Introduction: Trimethylamine N-oxide (TMAO) is a gut microbiota-derived metabolite of dietary phosphatidylcholine and carnitine. Experimentally, TMAO causes renal tubulointerstitial fibrosis and kidney injury. Yet, little is known about prospective associations between TMAO and renal outcomes. Hypothesis: Higher plasma TMAO levels are prospectively associated with higher risk of incident chronic kidney disease (CKD) and greater renal function decline. Methods: We included 4,131 US adults from the Cardiovascular Health Study, a community-based cohort, with normal baseline renal function (estimated glomerular filtration rate [eGFR] ≥ 60 mL/min/1.73m 2 ).

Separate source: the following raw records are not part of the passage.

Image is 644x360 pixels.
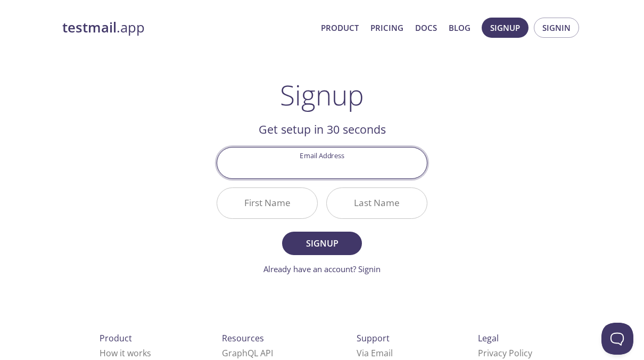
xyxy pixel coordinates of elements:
iframe: Help Scout Beacon - Open [602,323,633,355]
button: Signup [282,232,362,256]
a: Privacy Policy [478,348,532,359]
span: Product [99,333,132,344]
span: Signup [490,21,520,34]
span: Signup [294,236,350,251]
button: Signin [534,18,579,38]
a: Already have an account? Signin [264,264,380,275]
button: Signup [482,18,529,38]
span: Resources [222,333,264,344]
span: Support [357,333,390,344]
span: Signin [543,21,570,34]
a: testmail.app [62,19,312,37]
a: GraphQL API [222,348,273,359]
span: Legal [478,333,499,344]
h2: Get setup in 30 seconds [217,120,427,139]
a: Via Email [357,348,393,359]
strong: testmail [62,18,117,37]
a: Product [321,21,359,34]
a: How it works [99,348,152,359]
h1: Signup [280,79,364,111]
a: Docs [415,21,437,34]
a: Pricing [370,21,404,34]
a: Blog [449,21,470,34]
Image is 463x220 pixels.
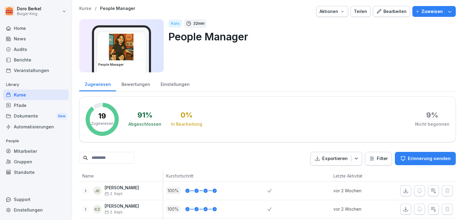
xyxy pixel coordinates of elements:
span: 2. Sept. [104,210,123,214]
a: Berichte [3,55,69,65]
a: Veranstaltungen [3,65,69,76]
div: Teilen [354,8,367,15]
p: People [3,136,69,146]
a: DokumenteNew [3,111,69,122]
p: Zugewiesen [91,121,113,126]
p: Library [3,80,69,89]
div: Abgeschlossen [128,121,161,127]
a: Einstellungen [155,76,195,91]
div: Support [3,194,69,204]
div: JK [93,186,101,195]
div: 0 % [180,111,192,119]
div: New [57,113,67,120]
p: Burger King [17,12,41,16]
a: Bewertungen [116,76,155,91]
p: Name [82,173,160,179]
div: 91 % [137,111,152,119]
div: Nicht begonnen [415,121,449,127]
div: Dokumente [3,111,69,122]
button: Teilen [350,6,370,17]
p: Letzte Aktivität [333,173,379,179]
a: Kurse [79,6,91,11]
button: Aktionen [316,6,348,17]
p: vor 2 Wochen [333,206,382,212]
a: Kurse [3,89,69,100]
p: [PERSON_NAME] [104,204,139,209]
p: Kursfortschritt [166,173,264,179]
a: Audits [3,44,69,55]
button: Zuweisen [412,6,455,17]
p: Zuweisen [421,8,442,15]
p: vor 2 Wochen [333,187,382,194]
div: In Bearbeitung [171,121,202,127]
a: Zugewiesen [79,76,116,91]
p: [PERSON_NAME] [104,185,139,190]
button: Filter [365,152,391,165]
div: Kurs [168,20,182,27]
img: xc3x9m9uz5qfs93t7kmvoxs4.png [98,34,144,60]
button: Erinnerung senden [394,152,455,165]
div: Bearbeiten [376,8,406,15]
p: People Manager [168,29,450,44]
div: KZ [93,205,101,213]
p: Erinnerung senden [407,155,450,162]
a: Einstellungen [3,204,69,215]
div: Aktionen [319,8,344,15]
p: 100 % [166,205,180,213]
div: 9 % [426,111,438,119]
p: Doro Berkel [17,6,41,11]
p: / [95,6,96,11]
a: People Manager [100,6,135,11]
h3: People Manager [98,62,145,67]
a: Gruppen [3,156,69,167]
a: Home [3,23,69,33]
a: Mitarbeiter [3,146,69,156]
a: Standorte [3,167,69,177]
a: News [3,33,69,44]
a: Automatisierungen [3,121,69,132]
div: Filter [369,155,388,161]
a: Pfade [3,100,69,111]
span: 2. Sept. [104,192,123,196]
p: Exportieren [322,155,347,162]
button: Exportieren [310,152,362,165]
p: 32 min [193,20,204,26]
p: 100 % [166,187,180,194]
button: Bearbeiten [372,6,410,17]
p: 19 [98,112,106,120]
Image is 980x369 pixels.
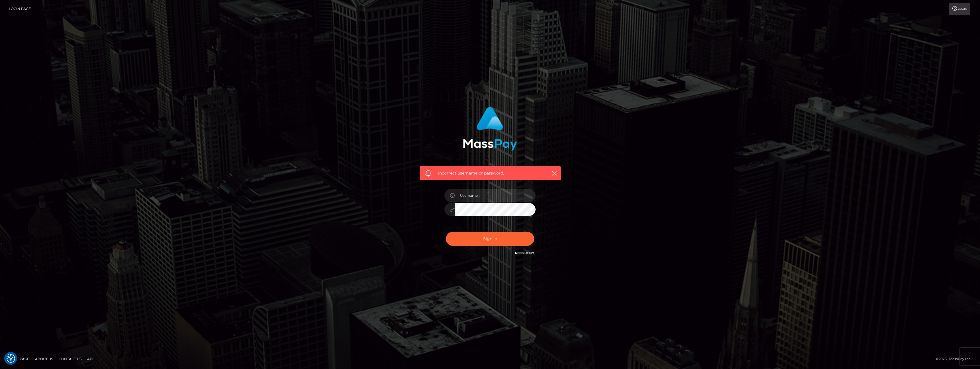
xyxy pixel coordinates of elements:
[7,354,15,363] img: Revisit consent button
[515,252,534,255] a: Need Help?
[57,354,84,364] a: Contact Us
[438,170,542,176] span: Incorrect username or password.
[85,354,96,364] a: API
[446,232,534,245] button: Sign in
[936,356,975,362] div: © 2025 , MassPay Inc.
[7,354,15,363] button: Consent Preferences
[33,354,55,364] a: About Us
[463,107,517,150] img: MassPay Login
[949,3,970,15] a: Login
[454,189,536,202] input: Username...
[9,3,31,15] a: Login Page
[6,354,31,364] a: Homepage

TMAO was measured using liquid chromatography-mass spectrometry at baseline and year 7. Creatinine and Cystatin C were measured 4 times during serial follow-up and used to compute eGFR. Incident CKD was defined by eGFR (decline ≥ 30% plus eGFR<60 at a follow-up visit) or presence of CKD hospitalization ICD codes. Time-varying Cox models assessed how serial TMAO measures related to incident CKD, adjusting for sociodemographic, lifestyle, diet, and CVD risk factors. Linear regression models assessed how baseline TMAO related to annualized eGFR change in 3,997 participants with at least one follow-up eGFR measure. Results: During a median follow-up of 14 years, 1,136 participants developed CKD. There was a non-linear dose-response relationship of TMAO with CKD incidence: higher TMAO levels were associated with higher risk of incident CKD with a plateauing of risk above the ~75 th percentile of TMAO levels (top Figure ). Higher baseline TMAO levels were also associated with greater annualized eGFR decline (P-linearity=0.004. bottom Figure ) after adjusting for baseline eGFR and other covariates. Conclusions: In this community-based cohort of older US adults, higher serial measures of plasma TMAO were associated with a higher risk of incident CKD and a greater rate of annualized renal function decline.